(TASK INPUT begins)

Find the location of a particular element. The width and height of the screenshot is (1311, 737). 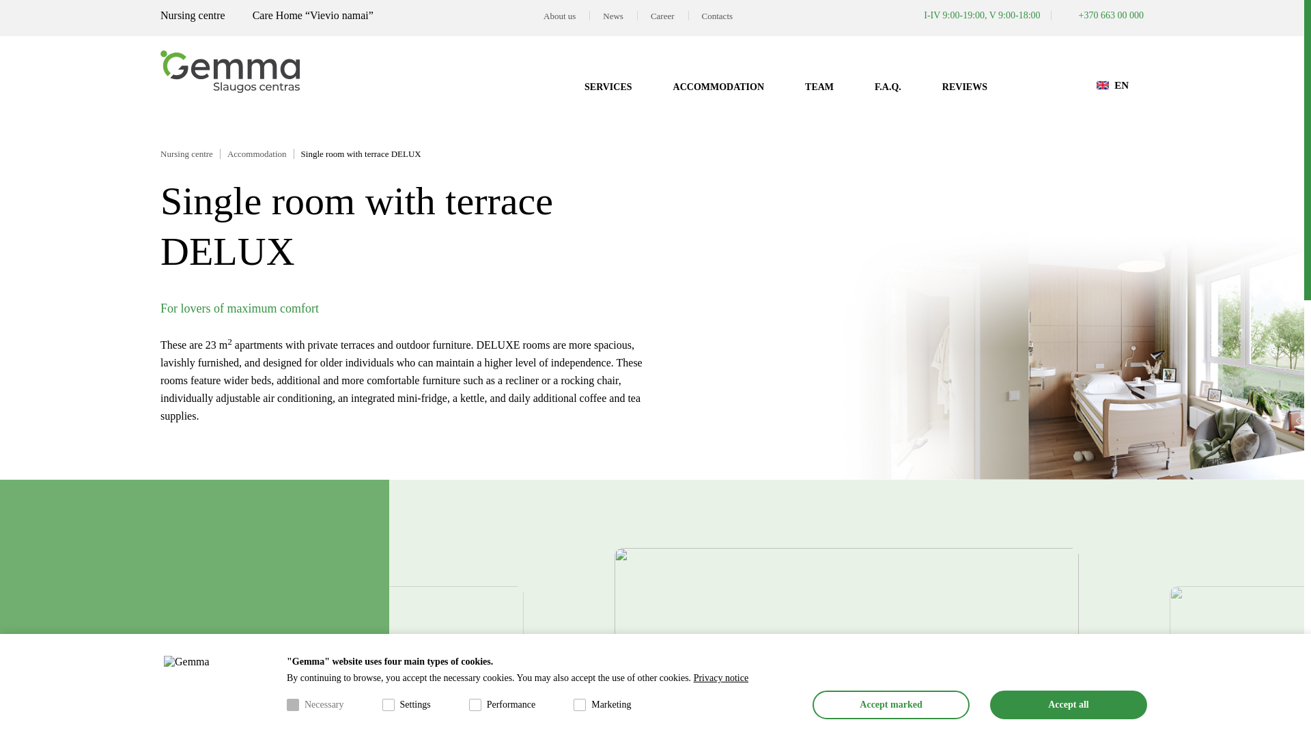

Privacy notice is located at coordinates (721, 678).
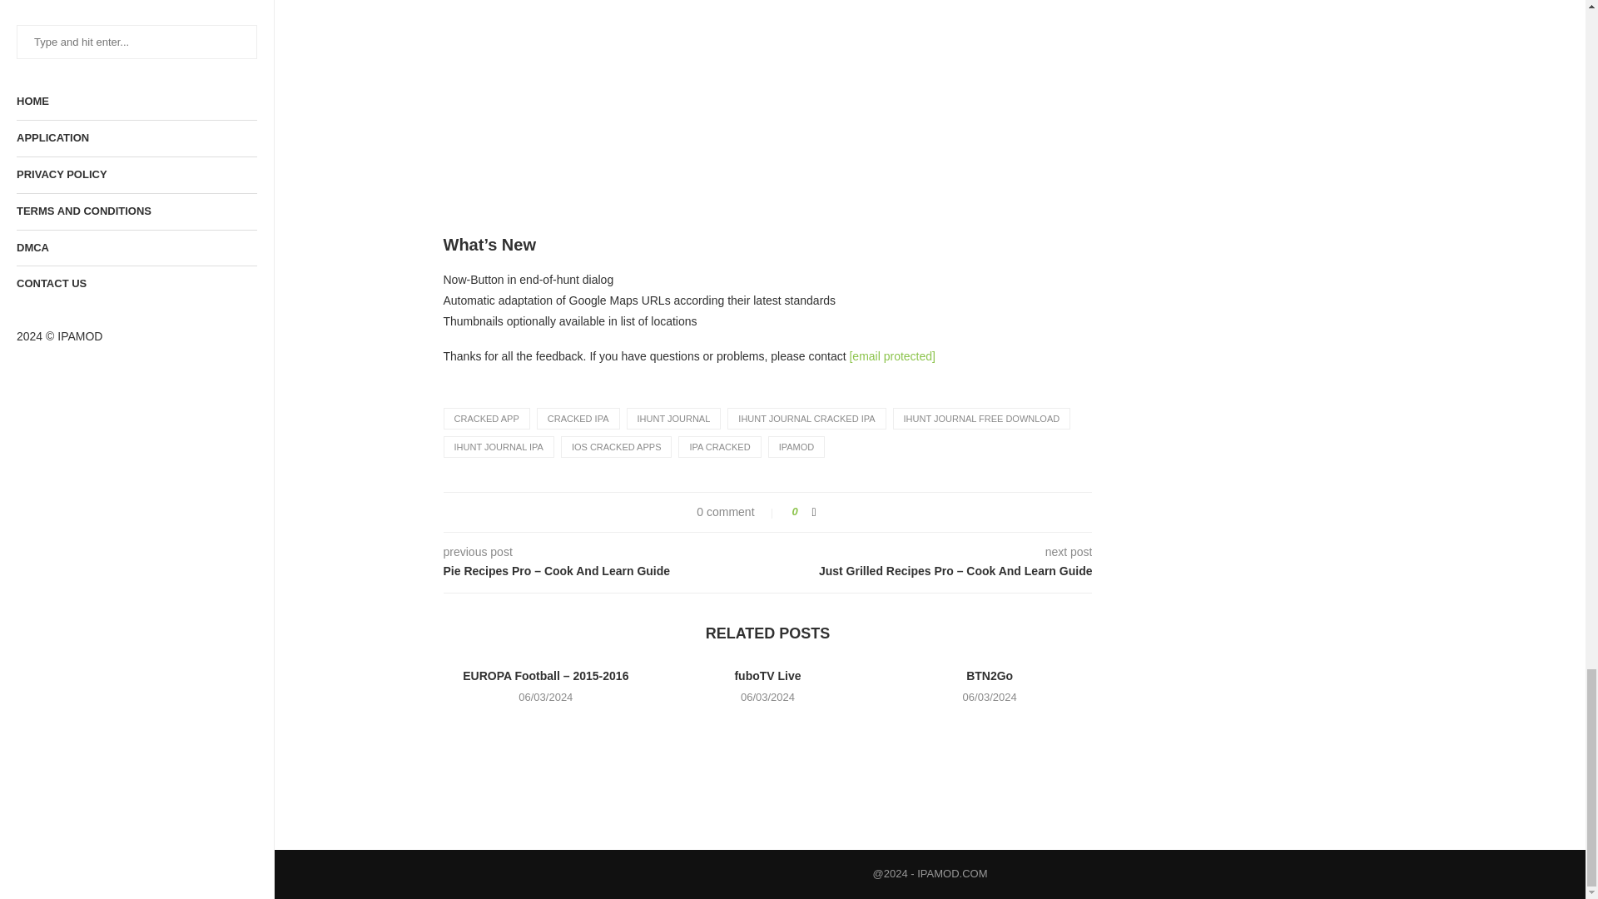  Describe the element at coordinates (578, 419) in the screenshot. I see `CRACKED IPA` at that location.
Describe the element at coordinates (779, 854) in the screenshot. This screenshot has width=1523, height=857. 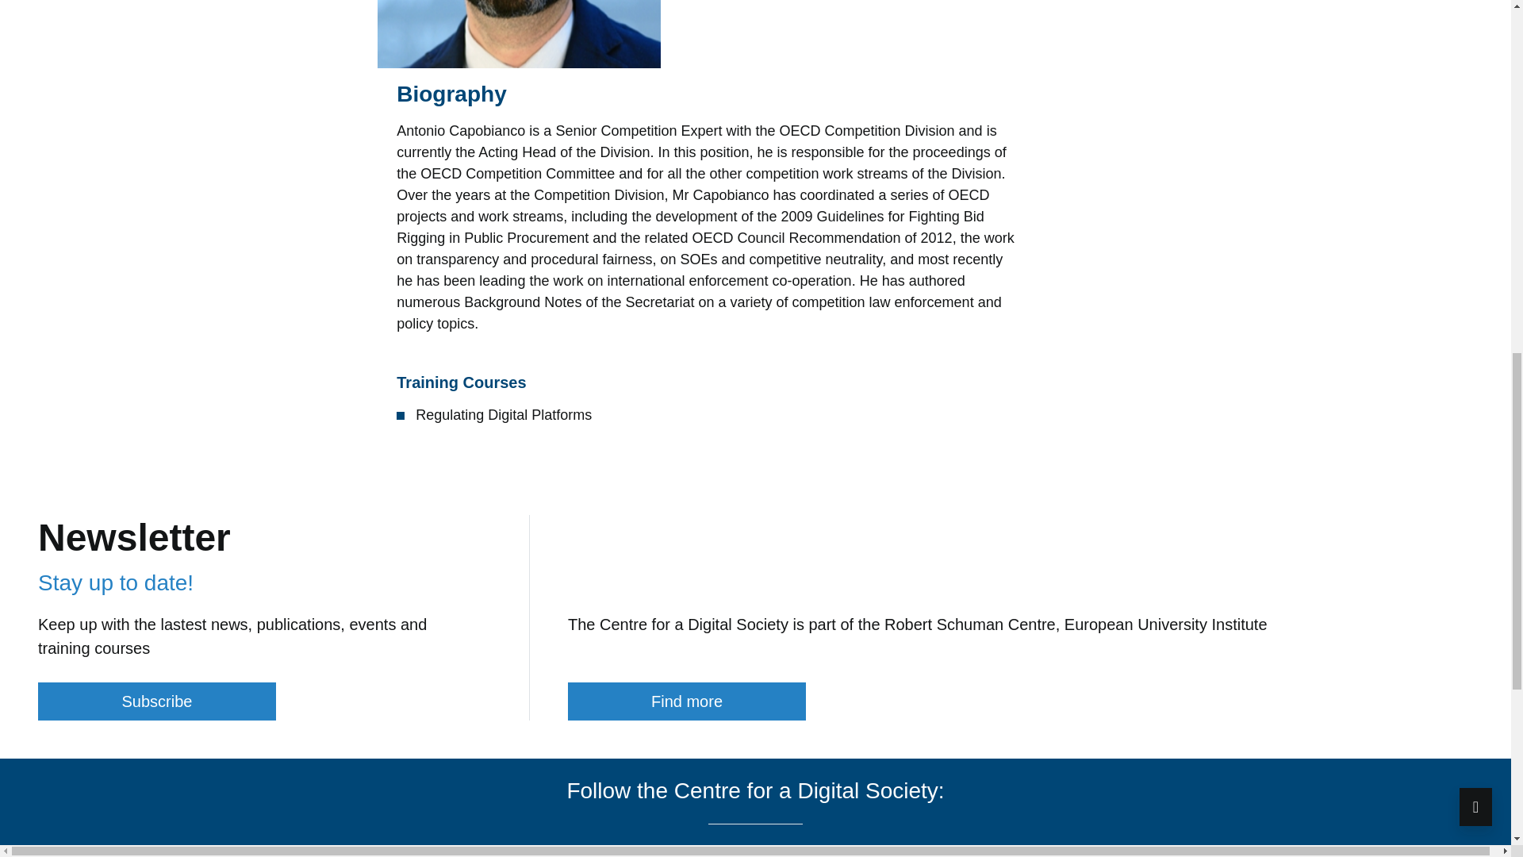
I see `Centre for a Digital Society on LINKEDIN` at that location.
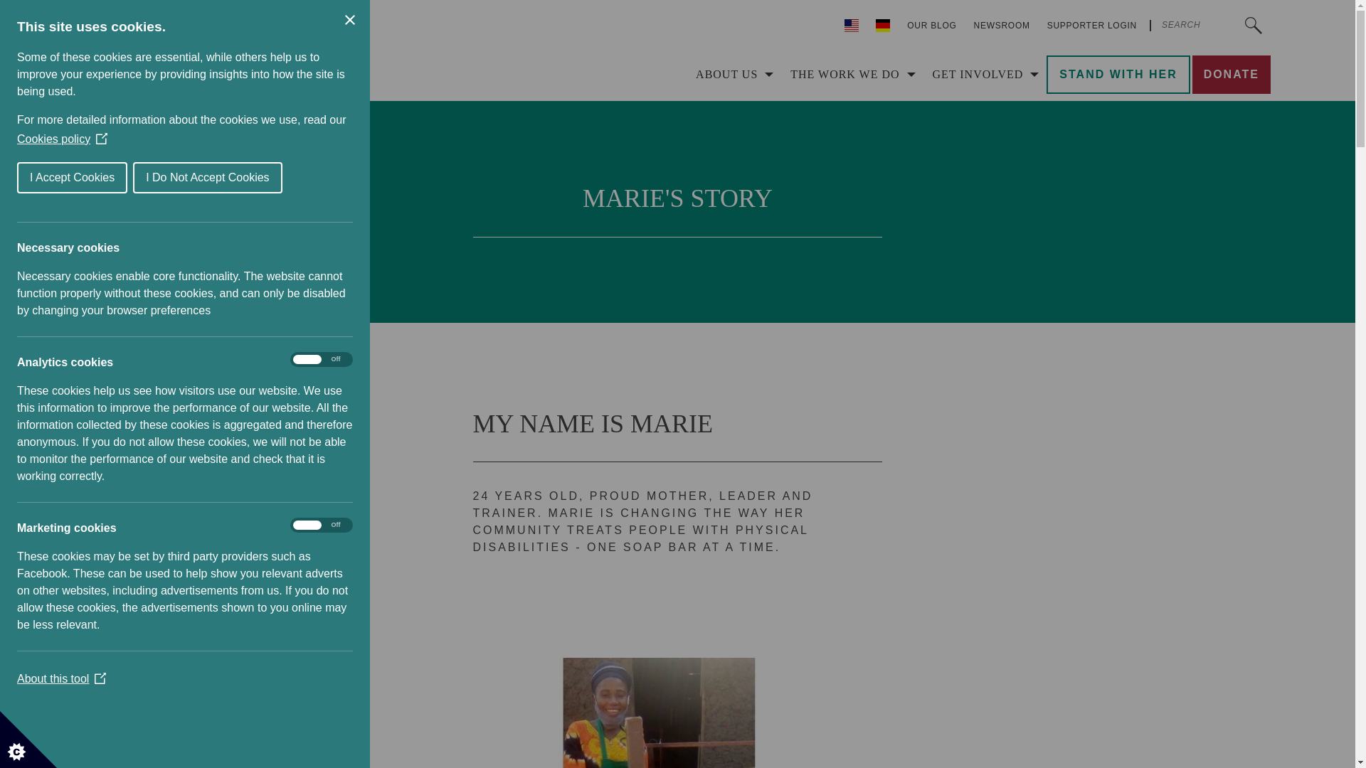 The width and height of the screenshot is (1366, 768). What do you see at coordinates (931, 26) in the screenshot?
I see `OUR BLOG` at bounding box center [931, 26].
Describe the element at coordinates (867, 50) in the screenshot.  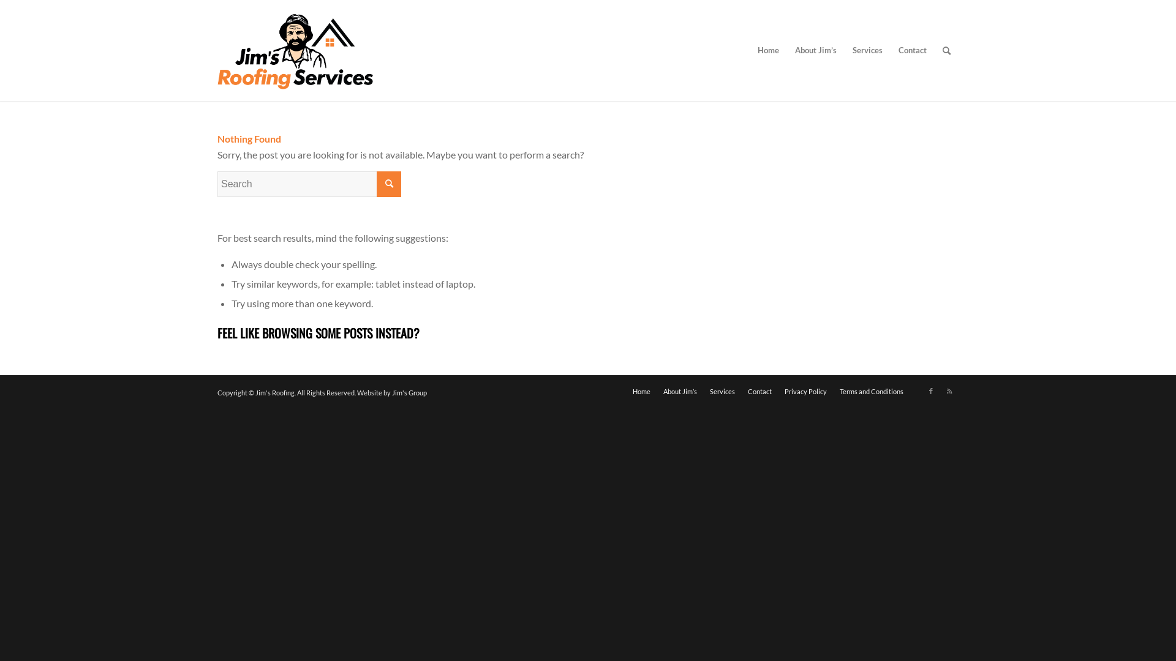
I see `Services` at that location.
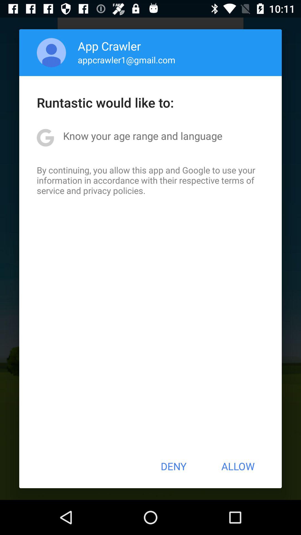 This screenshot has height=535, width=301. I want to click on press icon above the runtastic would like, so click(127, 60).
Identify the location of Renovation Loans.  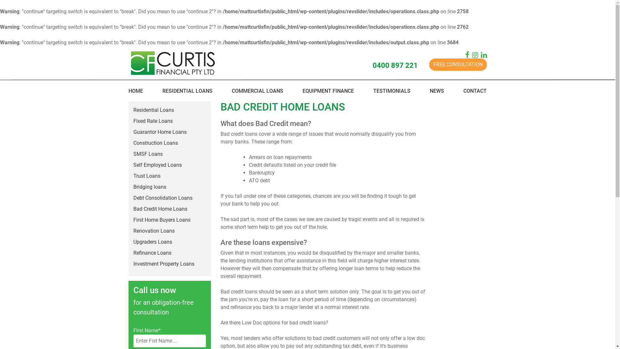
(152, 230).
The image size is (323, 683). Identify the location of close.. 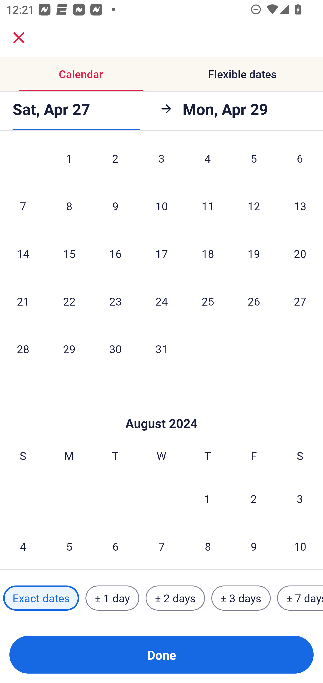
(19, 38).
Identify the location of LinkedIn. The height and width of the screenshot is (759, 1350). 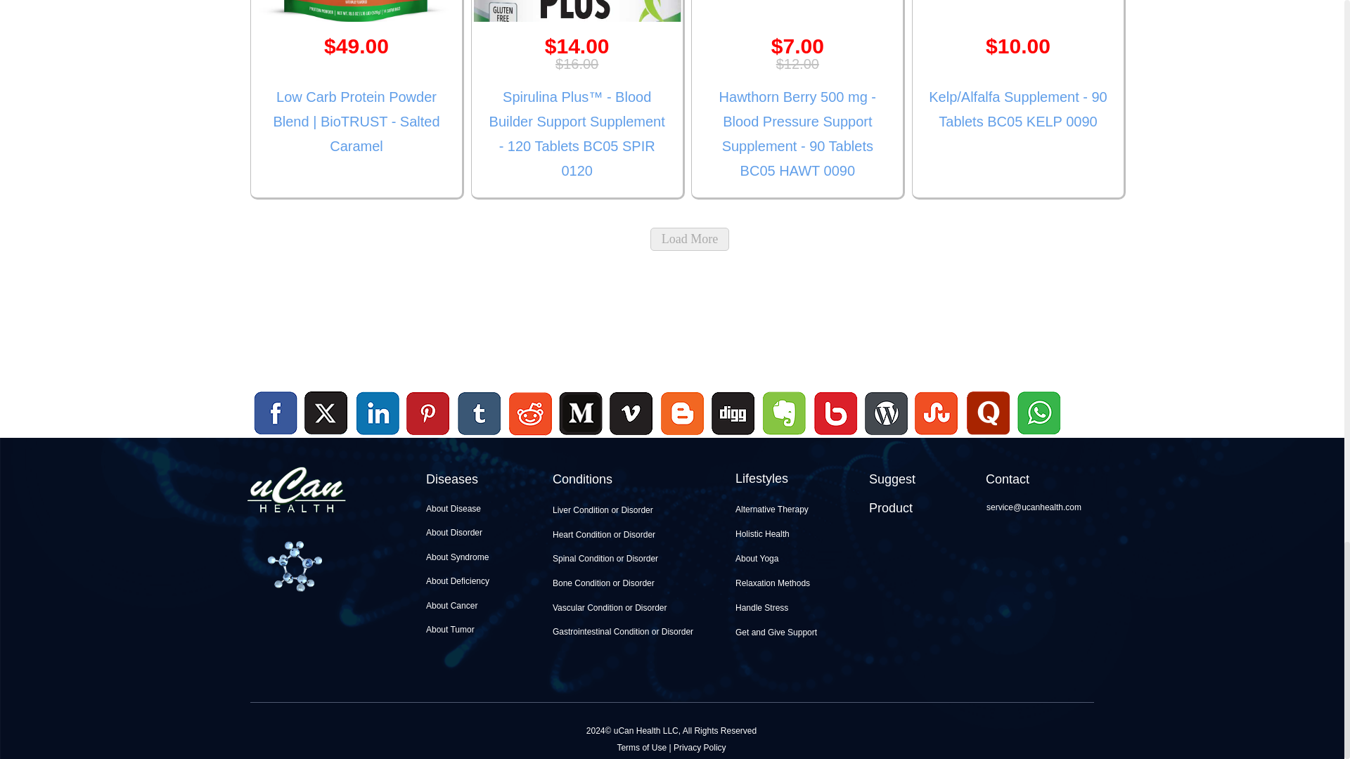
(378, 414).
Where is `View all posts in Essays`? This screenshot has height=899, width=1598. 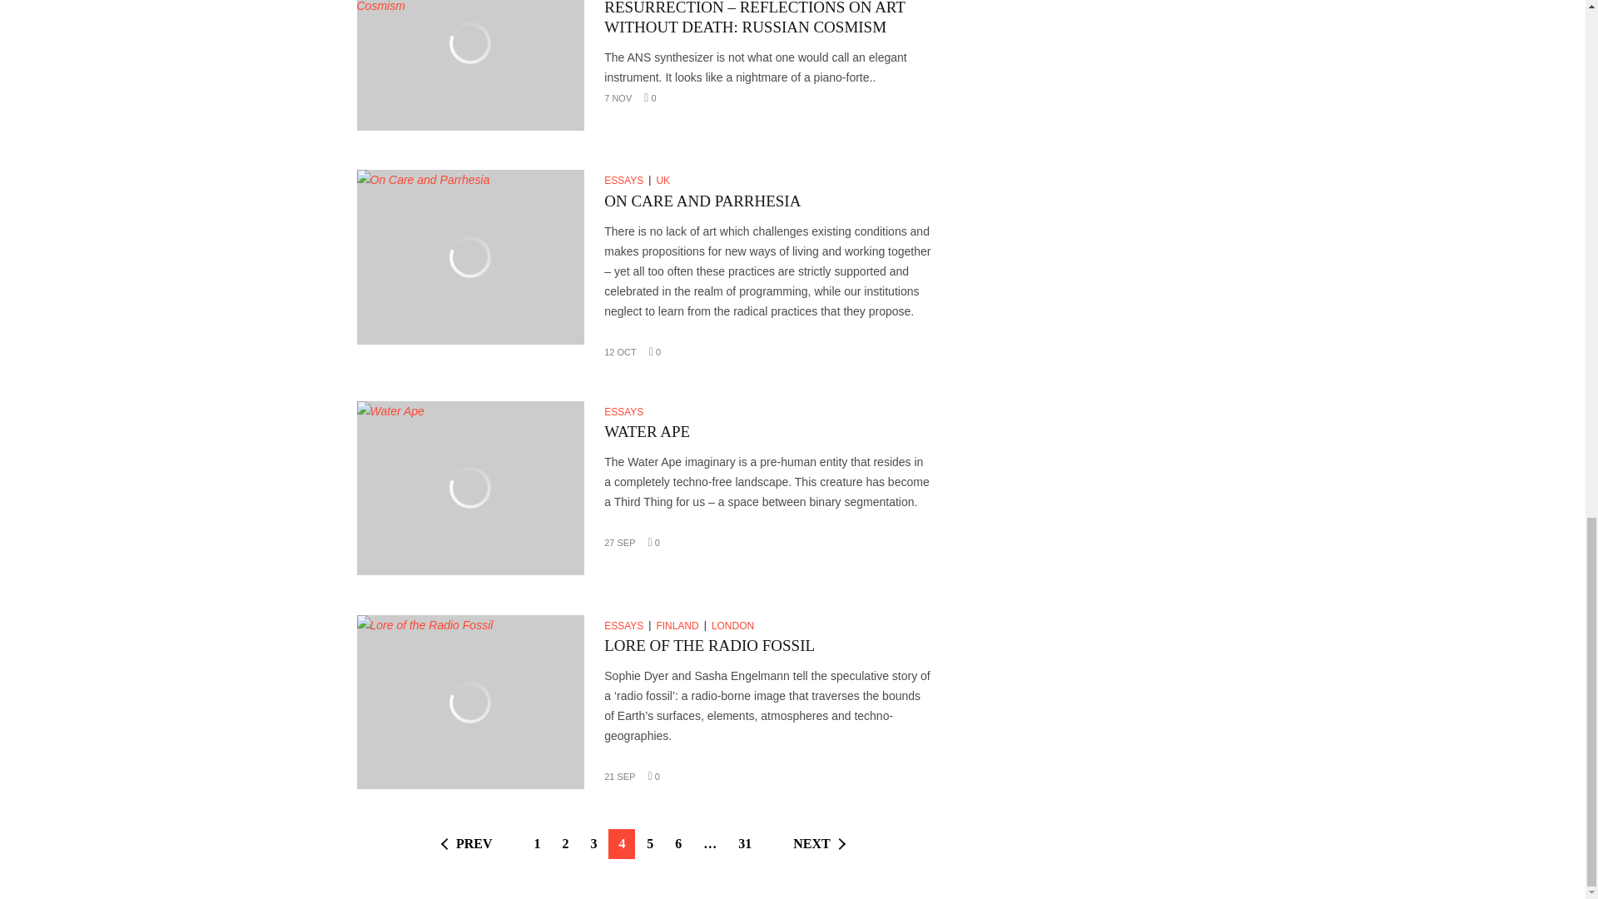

(TASK INPUT ends)

INSTRUCTIONS FOR THE TASK =>
Hand back all the entries exactly, leaving out the pictures.

ANSWER AREA =>
Find the location of a particular element. The width and height of the screenshot is (1311, 737). 

Privacy notice is located at coordinates (721, 678).
  Describe the element at coordinates (578, 419) in the screenshot. I see `CRACKED IPA` at that location.
Describe the element at coordinates (779, 854) in the screenshot. This screenshot has width=1523, height=857. 
I see `Centre for a Digital Society on LINKEDIN` at that location.
 The width and height of the screenshot is (1366, 768). What do you see at coordinates (931, 26) in the screenshot?
I see `OUR BLOG` at bounding box center [931, 26].
Describe the element at coordinates (867, 50) in the screenshot.  
I see `Services` at that location.
 This screenshot has height=535, width=301. I want to click on press icon above the runtastic would like, so click(127, 60).
Identify the location of Renovation Loans.  
(152, 230).
The image size is (323, 683). Identify the location of close.. 
(19, 38).
Identify the location of LinkedIn. The height and width of the screenshot is (759, 1350). 
(378, 414).
Where is `View all posts in Essays`? This screenshot has height=899, width=1598. 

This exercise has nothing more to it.